Page 32 of Crown of the Mist (The Ether Chronicles #1)
The sun filters through the kitchen windows, casting long shadows across the counter.
The smell of coffee fills the air, but it does little to cut through the tension simmering beneath the surface.
Jace sits at the island, absently drumming his fingers on the countertop, his usual energy subdued.
Rhett leans against the sink, his arms crossed, staring out the window like it might hold answers.
“Quiet morning,” Jace remarks, his tone too light to be genuine. He glances at the clock. “Bree’s sleeping late today.”
“She mentioned an earlier shift, didn’t she?” Theo’s voice is calm, but there’s an edge to it, subtle but unmistakable.
I glance up from my seat at the table, the unease I’ve been trying to push aside curling tighter in my chest. Bree’s never been one to oversleep. If anything, she’s always up before the rest of us, moving through the morning like a ghost trying not to be seen.
“I’ll check on her,” Rhett offers, already moving toward the stairs.
The silence in the kitchen thickens as we wait. My fingers tighten around my mug, the ceramic cool against my skin. Something feels wrong.
Rhett steps into the kitchen. Stops short. His jaw tightens, his movements stiff. The silence stretches—too long, too heavy.
"She’s gone."
Jace freezes mid-drum, his hand falling still. “Gone?”
“Her room’s empty.” Rhett’s gaze flickers to each of us, searching for answers we don’t have. “She took her bag. Only the things she came with are missing.”
Theo is already on his feet, moving toward the stairs with purpose. “What about her other things?”
“Scattered,” Rhett mutters, running a hand through his hair. “Torn, shredded—like she didn’t want to leave anything behind for us to find.”

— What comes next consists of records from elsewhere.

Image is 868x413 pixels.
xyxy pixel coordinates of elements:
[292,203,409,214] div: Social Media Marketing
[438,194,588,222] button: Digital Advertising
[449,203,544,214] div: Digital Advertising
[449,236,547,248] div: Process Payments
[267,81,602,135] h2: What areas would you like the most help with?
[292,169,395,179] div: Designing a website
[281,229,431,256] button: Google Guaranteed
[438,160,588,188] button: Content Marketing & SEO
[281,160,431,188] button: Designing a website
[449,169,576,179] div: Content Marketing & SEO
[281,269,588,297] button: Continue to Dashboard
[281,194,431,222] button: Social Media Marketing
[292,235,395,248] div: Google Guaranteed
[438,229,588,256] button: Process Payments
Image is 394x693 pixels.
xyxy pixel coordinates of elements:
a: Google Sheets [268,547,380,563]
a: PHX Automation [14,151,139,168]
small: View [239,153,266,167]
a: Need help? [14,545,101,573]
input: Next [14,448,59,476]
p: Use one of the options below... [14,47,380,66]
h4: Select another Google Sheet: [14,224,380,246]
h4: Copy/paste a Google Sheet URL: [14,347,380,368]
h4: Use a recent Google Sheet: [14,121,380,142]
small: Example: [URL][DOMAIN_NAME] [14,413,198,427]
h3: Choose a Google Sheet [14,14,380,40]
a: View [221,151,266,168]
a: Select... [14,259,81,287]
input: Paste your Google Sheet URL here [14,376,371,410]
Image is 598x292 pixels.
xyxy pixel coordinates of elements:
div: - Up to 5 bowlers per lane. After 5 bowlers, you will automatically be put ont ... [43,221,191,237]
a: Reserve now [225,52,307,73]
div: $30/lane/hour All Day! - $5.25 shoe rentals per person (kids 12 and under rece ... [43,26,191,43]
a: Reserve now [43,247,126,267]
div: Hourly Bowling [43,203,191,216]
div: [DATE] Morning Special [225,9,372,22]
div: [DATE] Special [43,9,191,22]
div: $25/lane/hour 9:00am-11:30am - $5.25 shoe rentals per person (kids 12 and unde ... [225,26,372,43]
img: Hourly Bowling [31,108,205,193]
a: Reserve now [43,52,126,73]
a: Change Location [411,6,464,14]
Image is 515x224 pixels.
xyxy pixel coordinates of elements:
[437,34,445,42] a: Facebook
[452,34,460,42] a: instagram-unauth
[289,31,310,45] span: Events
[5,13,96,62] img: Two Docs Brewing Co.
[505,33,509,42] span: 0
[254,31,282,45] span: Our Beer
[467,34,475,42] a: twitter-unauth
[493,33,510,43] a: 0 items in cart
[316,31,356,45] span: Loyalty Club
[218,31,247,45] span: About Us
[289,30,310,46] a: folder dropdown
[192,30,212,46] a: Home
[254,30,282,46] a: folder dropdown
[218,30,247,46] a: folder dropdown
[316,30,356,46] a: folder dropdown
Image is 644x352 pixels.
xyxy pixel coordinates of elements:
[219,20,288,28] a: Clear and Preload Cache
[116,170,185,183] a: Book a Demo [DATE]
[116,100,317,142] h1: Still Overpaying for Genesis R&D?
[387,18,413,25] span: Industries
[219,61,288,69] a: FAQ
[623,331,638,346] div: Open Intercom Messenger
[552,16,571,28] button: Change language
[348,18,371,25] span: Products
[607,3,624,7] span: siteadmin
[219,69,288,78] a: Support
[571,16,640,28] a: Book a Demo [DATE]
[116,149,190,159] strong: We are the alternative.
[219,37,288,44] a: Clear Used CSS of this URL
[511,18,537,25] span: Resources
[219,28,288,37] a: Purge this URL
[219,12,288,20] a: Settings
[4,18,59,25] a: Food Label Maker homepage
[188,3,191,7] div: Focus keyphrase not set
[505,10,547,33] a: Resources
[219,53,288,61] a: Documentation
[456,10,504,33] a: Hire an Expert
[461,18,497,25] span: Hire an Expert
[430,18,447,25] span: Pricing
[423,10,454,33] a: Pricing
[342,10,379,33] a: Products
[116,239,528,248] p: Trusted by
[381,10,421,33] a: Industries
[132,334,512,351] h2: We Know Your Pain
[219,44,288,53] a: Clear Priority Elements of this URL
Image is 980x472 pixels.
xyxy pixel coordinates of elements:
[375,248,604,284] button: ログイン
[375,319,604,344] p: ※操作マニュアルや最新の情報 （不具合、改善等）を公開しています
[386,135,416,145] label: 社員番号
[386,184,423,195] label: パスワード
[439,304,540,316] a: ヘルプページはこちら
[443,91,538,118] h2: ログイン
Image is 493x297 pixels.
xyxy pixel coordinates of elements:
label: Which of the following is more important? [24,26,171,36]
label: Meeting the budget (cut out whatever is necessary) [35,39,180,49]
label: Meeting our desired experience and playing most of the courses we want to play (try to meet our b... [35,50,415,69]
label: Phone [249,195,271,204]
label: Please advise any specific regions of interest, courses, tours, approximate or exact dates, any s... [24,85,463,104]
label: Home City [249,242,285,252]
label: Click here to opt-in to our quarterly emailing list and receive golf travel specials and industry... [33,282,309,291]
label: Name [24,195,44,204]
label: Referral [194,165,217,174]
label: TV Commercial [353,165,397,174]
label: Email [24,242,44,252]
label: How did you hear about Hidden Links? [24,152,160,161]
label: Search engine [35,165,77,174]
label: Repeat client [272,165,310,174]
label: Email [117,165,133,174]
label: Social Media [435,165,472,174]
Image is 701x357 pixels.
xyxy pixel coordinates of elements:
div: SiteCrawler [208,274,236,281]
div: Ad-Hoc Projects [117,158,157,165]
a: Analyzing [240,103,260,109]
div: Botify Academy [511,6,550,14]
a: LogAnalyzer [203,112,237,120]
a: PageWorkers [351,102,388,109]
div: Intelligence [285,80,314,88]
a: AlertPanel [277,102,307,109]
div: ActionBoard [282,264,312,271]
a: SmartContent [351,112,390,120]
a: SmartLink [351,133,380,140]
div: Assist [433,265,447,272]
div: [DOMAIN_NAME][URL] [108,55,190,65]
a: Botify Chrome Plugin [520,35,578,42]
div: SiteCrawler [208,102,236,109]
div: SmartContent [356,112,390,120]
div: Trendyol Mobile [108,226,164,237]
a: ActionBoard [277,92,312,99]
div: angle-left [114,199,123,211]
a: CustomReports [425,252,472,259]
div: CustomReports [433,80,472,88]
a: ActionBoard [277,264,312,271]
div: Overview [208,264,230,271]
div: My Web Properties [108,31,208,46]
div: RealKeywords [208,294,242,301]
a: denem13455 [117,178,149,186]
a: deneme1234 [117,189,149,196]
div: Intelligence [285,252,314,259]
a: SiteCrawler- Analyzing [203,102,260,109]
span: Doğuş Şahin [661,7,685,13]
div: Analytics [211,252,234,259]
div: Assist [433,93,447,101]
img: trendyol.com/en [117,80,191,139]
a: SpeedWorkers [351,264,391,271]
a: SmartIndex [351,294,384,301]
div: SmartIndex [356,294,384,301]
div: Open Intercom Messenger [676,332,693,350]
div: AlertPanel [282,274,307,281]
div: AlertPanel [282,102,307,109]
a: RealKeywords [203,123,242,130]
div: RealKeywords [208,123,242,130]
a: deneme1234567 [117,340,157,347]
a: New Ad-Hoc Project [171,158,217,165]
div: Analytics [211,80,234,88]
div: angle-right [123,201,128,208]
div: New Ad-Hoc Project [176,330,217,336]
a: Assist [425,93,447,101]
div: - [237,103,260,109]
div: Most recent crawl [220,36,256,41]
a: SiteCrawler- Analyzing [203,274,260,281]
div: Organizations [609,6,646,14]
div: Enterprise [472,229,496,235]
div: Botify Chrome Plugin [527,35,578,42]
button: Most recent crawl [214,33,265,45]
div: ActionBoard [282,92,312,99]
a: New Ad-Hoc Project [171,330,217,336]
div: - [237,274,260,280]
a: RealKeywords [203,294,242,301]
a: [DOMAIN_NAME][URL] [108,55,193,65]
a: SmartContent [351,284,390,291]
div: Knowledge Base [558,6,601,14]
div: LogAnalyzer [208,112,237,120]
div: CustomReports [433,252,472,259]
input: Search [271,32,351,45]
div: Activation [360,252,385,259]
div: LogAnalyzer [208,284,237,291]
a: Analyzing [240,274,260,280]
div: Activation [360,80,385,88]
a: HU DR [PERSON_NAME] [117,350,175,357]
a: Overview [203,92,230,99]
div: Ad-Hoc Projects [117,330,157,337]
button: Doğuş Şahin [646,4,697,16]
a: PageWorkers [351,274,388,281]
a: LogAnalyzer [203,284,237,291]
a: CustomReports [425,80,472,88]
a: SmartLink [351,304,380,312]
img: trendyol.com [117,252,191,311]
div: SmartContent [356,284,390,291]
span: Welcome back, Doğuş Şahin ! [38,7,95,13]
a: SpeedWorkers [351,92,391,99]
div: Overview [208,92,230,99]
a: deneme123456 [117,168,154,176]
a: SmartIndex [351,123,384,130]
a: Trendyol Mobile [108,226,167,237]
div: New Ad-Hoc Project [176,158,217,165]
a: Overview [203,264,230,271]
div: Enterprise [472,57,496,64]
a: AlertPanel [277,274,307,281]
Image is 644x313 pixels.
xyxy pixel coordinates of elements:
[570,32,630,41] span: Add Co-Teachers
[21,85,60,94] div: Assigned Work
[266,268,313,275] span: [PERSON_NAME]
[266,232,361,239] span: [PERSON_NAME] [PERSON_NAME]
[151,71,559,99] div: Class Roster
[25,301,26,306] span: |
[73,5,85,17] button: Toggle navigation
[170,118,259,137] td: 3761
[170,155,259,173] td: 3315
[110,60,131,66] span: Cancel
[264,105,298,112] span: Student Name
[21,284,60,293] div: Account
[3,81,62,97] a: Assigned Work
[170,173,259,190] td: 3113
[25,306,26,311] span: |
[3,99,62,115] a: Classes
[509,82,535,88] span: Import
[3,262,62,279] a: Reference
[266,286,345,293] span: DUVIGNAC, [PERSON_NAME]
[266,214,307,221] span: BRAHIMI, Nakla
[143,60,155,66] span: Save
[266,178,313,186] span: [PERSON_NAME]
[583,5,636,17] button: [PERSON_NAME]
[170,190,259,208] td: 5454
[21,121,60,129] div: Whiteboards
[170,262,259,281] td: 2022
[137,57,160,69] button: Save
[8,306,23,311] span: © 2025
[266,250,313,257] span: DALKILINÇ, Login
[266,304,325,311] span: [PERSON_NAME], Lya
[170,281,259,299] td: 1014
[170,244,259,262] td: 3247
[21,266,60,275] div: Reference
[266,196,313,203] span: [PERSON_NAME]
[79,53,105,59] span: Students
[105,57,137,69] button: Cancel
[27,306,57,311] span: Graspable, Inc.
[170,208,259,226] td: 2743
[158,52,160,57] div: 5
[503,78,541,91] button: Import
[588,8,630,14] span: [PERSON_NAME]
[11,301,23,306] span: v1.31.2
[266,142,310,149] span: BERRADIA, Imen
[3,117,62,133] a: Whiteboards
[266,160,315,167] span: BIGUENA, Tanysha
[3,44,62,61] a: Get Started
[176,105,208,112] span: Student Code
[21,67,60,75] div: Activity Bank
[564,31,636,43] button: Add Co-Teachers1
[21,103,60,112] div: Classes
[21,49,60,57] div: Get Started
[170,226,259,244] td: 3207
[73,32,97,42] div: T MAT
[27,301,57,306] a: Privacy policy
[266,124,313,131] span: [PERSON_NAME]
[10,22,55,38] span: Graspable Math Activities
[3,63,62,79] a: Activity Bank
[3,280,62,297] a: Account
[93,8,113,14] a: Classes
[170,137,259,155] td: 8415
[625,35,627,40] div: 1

Something cold settles in my stomach, a weight that presses against my ribs as we follow Rhett upstairs. Bree’s room feels hollow, the air heavy with the absence of her presence. The bed is made, but the chaos she left behind—shreds of paper, fragments of memories—is impossible to ignore.
Theo crouches by the bed, his hand brushing over a torn piece of a daisy, now brittle and lifeless. Jace stands by the door, his jaw tight, eyes scanning the room like he’s piecing together a puzzle he doesn’t want to solve.
"She didn't just leave," I say, my voice breaking the silence. "She ran."
The words hang in the air, heavy and undeniable. My gaze catches on the dresser where Jace's carefully chosen clothes still sit, untouched. The reading lamp he picked out, the books Theo brought her - everything we tried to give her, left behind like evidence of something she couldn't bear to keep.
"Last night," Gray says suddenly from the doorway, his sharp eyes taking in the scene. His jaw tightens. "The attic."
A beat of silence. The realization crashes in like a cold slap of water.
"She must have heard us."
Fuck.
"Would explain this." Theo gestures to the torn remnants on her bed, his voice tight. "Question is, what exactly did she hear?"
The silence that follows feels suffocating. I think of everything we discussed up there - about feelings none of us have voiced to her, about choices and lack of choices, about how much we all...
"Doesn't matter what she heard," Rhett cuts in, his jaw clenched. "She ran. Again. Like she always does when things get..."
"Real?" Gray finishes, but there's no judgment in his tone. Just a bone-deep understanding that makes my chest ache.
I move to the window, drawn by something I can't explain. The daisies still glow faintly in the morning light, untouched by whatever drove her to destroy everything else. The mist curls around them, restless and cold, like it's trying to tell us something we're too slow to understand.
"We need to find her," Jace says, but uncertainty threads through his voice. "Before she..."
"Convinces herself she was right to run?" I finish quietly. "That whatever she thinks she heard was proof she doesn't belong here?"
No one answers. Because what can we say? That we've been dancing around this thing between all of us for years? That maybe the idea of choosing - or not having to choose - was too much for her to face?
"She'll have gone somewhere she feels safe," Theo says finally, his analytical mind already working through possibilities. "Somewhere she can process whatever she thinks she discovered."
Or somewhere she can hide, I think but don't say. Somewhere she can build her walls back up, convince herself that running was the only choice she had.
The morning sun catches on the torn pieces of her past, and I wonder if this is how it always ends with Bree - not with a fight or a goodbye, but with scattered fragments of memories she couldn't bear to keep.